I glanced at my altitude gage and with a few beats of my wings climbed another twenty meters. Now I was right at the safe altitude but I didn’t plan on staying there for long, diving to exchange height for speed.
I didn’t know what was happening or when but I knew if I couldn’t stop my Hamadryad friend from getting her third kiss she was going to die.
“Warning, warning, you are entering a secured area,” a voice spoke insistently in my ear. “You are in violation of Lunar regulations and penalties will be assessed.”
“I know,” I said, even as I spotted my tree in the distance. It was surrounded by lights and people. I landed just in front of my mother.
“Jenny!” she cried. She was angry. Don Ostermann was next to her, his expression grim.
“Mom, I know what’s happening and I know how to stop it,” I told her quickly. Her eyebrows rose. “You’ve got to leave or he won’t come.”
“What?” Mr. Ostermann said. “How do you know?”
“Because no one ever saw him,” I said. “He went after all the trees on Earth and no one caught him.” I looked back at the tree and said, “I’m not sure we’ll be able to see him.”
“So how are you going to stop him?” my mom asked.
I told her. Mr. Ostermann looked at me wide-eyed but my mom merely took a deep breath and nodded. “She’s right, it’s probably the best way,” she said. “And you’ve got Stan on patrol?”
“Actually, I’ve got the whole air corps on patrol,” I told her.

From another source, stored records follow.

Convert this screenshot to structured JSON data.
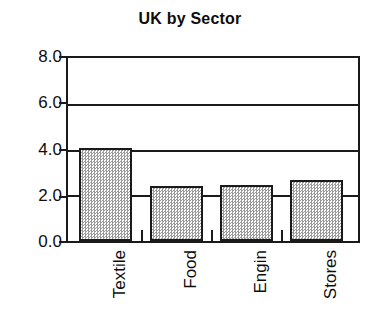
{
  "chart_data": {
    "type": "bar",
    "title": "UK by Sector",
    "subtitle": "",
    "xlabel": "",
    "ylabel": "",
    "categories": [
      "Textile",
      "Food",
      "Engin",
      "Stores"
    ],
    "values": [
      4.05,
      2.4,
      2.45,
      2.65
    ],
    "ylim": [
      0.0,
      8.0
    ],
    "yticks": [
      0.0,
      2.0,
      4.0,
      6.0,
      8.0
    ],
    "ytick_labels": [
      "0.0",
      "2.0",
      "4.0",
      "6.0",
      "8.0"
    ],
    "grid": true,
    "grid_axis": "y",
    "legend": false,
    "legend_position": "none",
    "series": [
      {
        "name": "UK by Sector",
        "values": [
          4.05,
          2.4,
          2.45,
          2.65
        ]
      }
    ],
    "bar_fill": "#d9d9d9",
    "bar_edge": "#1a1a1a",
    "frame_color": "#1a1a1a",
    "background": "#ffffff",
    "text_color": "#0d0d0d"
  },
  "axis": {
    "y_labels": [
      {
        "text": "8.0",
        "value": 8.0
      },
      {
        "text": "6.0",
        "value": 6.0
      },
      {
        "text": "4.0",
        "value": 4.0
      },
      {
        "text": "2.0",
        "value": 2.0
      },
      {
        "text": "0.0",
        "value": 0.0
      }
    ],
    "x_labels": [
      {
        "text": "Textile"
      },
      {
        "text": "Food"
      },
      {
        "text": "Engin"
      },
      {
        "text": "Stores"
      }
    ]
  }
}
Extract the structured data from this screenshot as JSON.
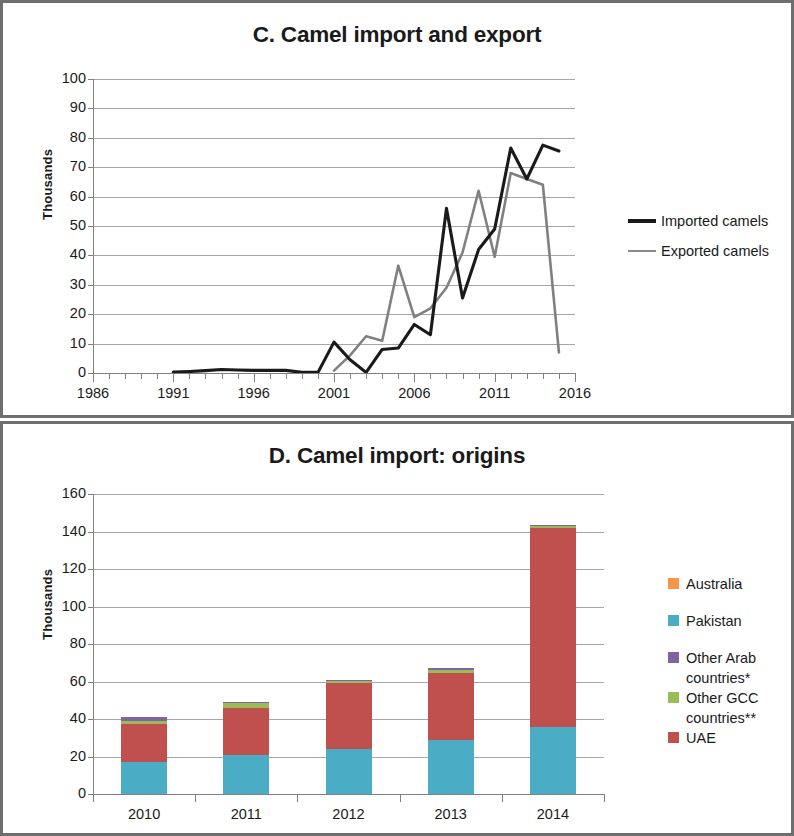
{
  "chart_data": [
    {
      "type": "line",
      "panel": "C",
      "title": "C. Camel import and export",
      "xlabel": "",
      "ylabel": "Thousands",
      "xlim": [
        1986,
        2016
      ],
      "ylim": [
        0,
        100
      ],
      "ytick_labels": [
        "100",
        "90",
        "80",
        "70",
        "60",
        "50",
        "40",
        "30",
        "20",
        "10",
        "0"
      ],
      "ytick_values": [
        100,
        90,
        80,
        70,
        60,
        50,
        40,
        30,
        20,
        10,
        0
      ],
      "xtick_labels": [
        "1986",
        "1991",
        "1996",
        "2001",
        "2006",
        "2011",
        "2016"
      ],
      "xtick_values": [
        1986,
        1991,
        1996,
        2001,
        2006,
        2011,
        2016
      ],
      "grid": "horizontal",
      "legend_position": "right",
      "colors": {
        "imported": "#1a1a1a",
        "exported": "#808080"
      },
      "series": [
        {
          "name": "Imported camels",
          "color": "#1a1a1a",
          "x": [
            1991,
            1992,
            1993,
            1994,
            1995,
            1996,
            1997,
            1998,
            1999,
            2000,
            2001,
            2002,
            2003,
            2004,
            2005,
            2006,
            2007,
            2008,
            2009,
            2010,
            2011,
            2012,
            2013,
            2014
          ],
          "values": [
            0.3,
            0.5,
            0.8,
            1.2,
            1.0,
            0.9,
            0.9,
            0.9,
            0.2,
            0.2,
            10.5,
            4.5,
            0.2,
            8.0,
            8.5,
            16.5,
            13.0,
            56.0,
            25.5,
            42.0,
            49.0,
            76.5,
            66.0,
            77.5
          ],
          "last_point": {
            "x": 2015,
            "value": 75.5
          }
        },
        {
          "name": "Exported camels",
          "color": "#808080",
          "x": [
            2001,
            2002,
            2003,
            2004,
            2005,
            2006,
            2007,
            2008,
            2009,
            2010,
            2011,
            2012,
            2013,
            2014,
            2015
          ],
          "values": [
            0.8,
            6.0,
            12.5,
            11.0,
            36.5,
            19.0,
            22.0,
            29.0,
            41.0,
            62.0,
            39.5,
            68.0,
            66.0,
            64.0,
            7.0
          ]
        }
      ]
    },
    {
      "type": "bar",
      "panel": "D",
      "stacked": true,
      "title": "D. Camel import: origins",
      "xlabel": "",
      "ylabel": "Thousands",
      "ylim": [
        0,
        160
      ],
      "ytick_labels": [
        "160",
        "140",
        "120",
        "100",
        "80",
        "60",
        "40",
        "20",
        "0"
      ],
      "ytick_values": [
        160,
        140,
        120,
        100,
        80,
        60,
        40,
        20,
        0
      ],
      "categories": [
        "2010",
        "2011",
        "2012",
        "2013",
        "2014"
      ],
      "grid": "horizontal",
      "legend_position": "right",
      "series": [
        {
          "name": "Australia",
          "color": "#F79646",
          "values": [
            0,
            0,
            0,
            0,
            0
          ]
        },
        {
          "name": "Pakistan",
          "color": "#4BACC6",
          "values": [
            17.0,
            21.0,
            24.0,
            29.0,
            36.0
          ]
        },
        {
          "name": "Other Arab countries*",
          "color": "#8064A2",
          "values": [
            2.0,
            0.3,
            0.3,
            1.0,
            0.3
          ]
        },
        {
          "name": "Other GCC countries**",
          "color": "#9BBB59",
          "values": [
            1.5,
            3.0,
            1.5,
            1.5,
            1.0
          ]
        },
        {
          "name": "UAE",
          "color": "#C0504D",
          "values": [
            20.5,
            25.0,
            35.0,
            35.5,
            106.0
          ]
        }
      ],
      "stack_order_bottom_to_top": [
        "Pakistan",
        "UAE",
        "Other GCC countries**",
        "Other Arab countries*"
      ],
      "bar_totals": [
        41.0,
        49.3,
        60.8,
        67.0,
        143.3
      ]
    }
  ],
  "panel_c": {
    "title": "C. Camel import and export",
    "ylabel": "Thousands",
    "yticks": [
      "100",
      "90",
      "80",
      "70",
      "60",
      "50",
      "40",
      "30",
      "20",
      "10",
      "0"
    ],
    "xticks": [
      "1986",
      "1991",
      "1996",
      "2001",
      "2006",
      "2011",
      "2016"
    ],
    "legend": [
      {
        "label": "Imported camels",
        "color": "#1a1a1a",
        "marker": "line-dark"
      },
      {
        "label": "Exported camels",
        "color": "#808080",
        "marker": "line-gray"
      }
    ]
  },
  "panel_d": {
    "title": "D. Camel import: origins",
    "ylabel": "Thousands",
    "yticks": [
      "160",
      "140",
      "120",
      "100",
      "80",
      "60",
      "40",
      "20",
      "0"
    ],
    "xticks": [
      "2010",
      "2011",
      "2012",
      "2013",
      "2014"
    ],
    "legend": [
      {
        "label": "Australia",
        "color": "#F79646"
      },
      {
        "label": "Pakistan",
        "color": "#4BACC6"
      },
      {
        "label": "Other Arab",
        "label2": "countries*",
        "color": "#8064A2"
      },
      {
        "label": "Other GCC",
        "label2": "countries**",
        "color": "#9BBB59"
      },
      {
        "label": "UAE",
        "color": "#C0504D"
      }
    ]
  }
}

“But you only said Stan —”
“Trust me,” I told her, nodding up to the skies above as two, then three, four, and finally a dozen sets of wings came into view. “Mr. Ostermann, if you could coordinate with them?”
“What makes you think he won’t see them?”
“I don’t think he’s ever heard of flying men,” I told him.
“Do you know who he is?” My mom asked in surprise.
“No,” I told her, “but I’ve got an idea what he is.” She gave me a skeptical look and I moved close to her. “Mom, trust me, please?”